// the find
fim-ai/fim-one
Open-source agent platform for Global × China enterprises — wire every system through one agent core. Self-hosted, any LLM.
FIM One is a self-hosted agent platform aimed at enterprises that straddle the Global/China software divide — it connects ERP, CRM, OA, and databases (including China-specific ones like DM, KingbaseES, and GBase that no other agent platform touches) through a single FastAPI/Next.js core. The three delivery modes (standalone assistant, embeddable copilot, central hub) cover the main enterprise deployment patterns without requiring separate installs. The target audience is a narrow but underserved one: IT teams in multinationals or Chinese enterprises that have to juggle both stacks simultaneously.
The China-stack database connectors are the real differentiator. Supporting DM, KingbaseES, GBase, and Highgo out of the box is not something you'll find in LangChain or n8n, and it reflects actual enterprise reality in China rather than a feature list padded for demos. The progressive disclosure meta-tools design is worth paying attention to — instead of handing the LLM the entire tool surface at once, it exposes a subset and fetches details on demand, which they claim cuts token usage 80%+. The Hook System running outside the LLM loop for human-in-the-loop approvals (posting an Approve/Reject card to a Feishu group and blocking until someone taps it) is architecturally correct — deterministic enforcement should never be inside the model's reasoning loop. The DAG planner with runtime decomposition, parallel asyncio execution, and up to three auto re-plan rounds is more production-grade than most agent frameworks that just chain LLM calls sequentially.
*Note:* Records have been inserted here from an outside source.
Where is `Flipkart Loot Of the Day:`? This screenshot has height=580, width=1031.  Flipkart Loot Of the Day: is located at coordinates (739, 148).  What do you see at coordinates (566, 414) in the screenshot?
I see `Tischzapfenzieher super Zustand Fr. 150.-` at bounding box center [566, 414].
The license is 'Source Available,' not open source — multi-tenant SaaS, white-labeling, and competing agent platforms are explicitly prohibited. That matters if you're building a product on top of this rather than deploying it internally. The dev/prod database split (SQLite in dev, PostgreSQL in prod) is a parity gap that will cause surprises; JSON handling, constraint behavior, and query planner behavior differ enough that test environments won't catch real bugs. The RAG pipeline is tightly coupled to Jina AI for embeddings and LanceDB for the vector store — swapping either requires non-trivial refactoring, which is a risk if Jina pricing or reliability becomes an issue. Most of the messaging channels (Slack, Teams, WeCom, Email) are listed on the v0.9 roadmap rather than shipped; Feishu is the only working implementation today, so if your team lives in Slack the integration story is aspirational.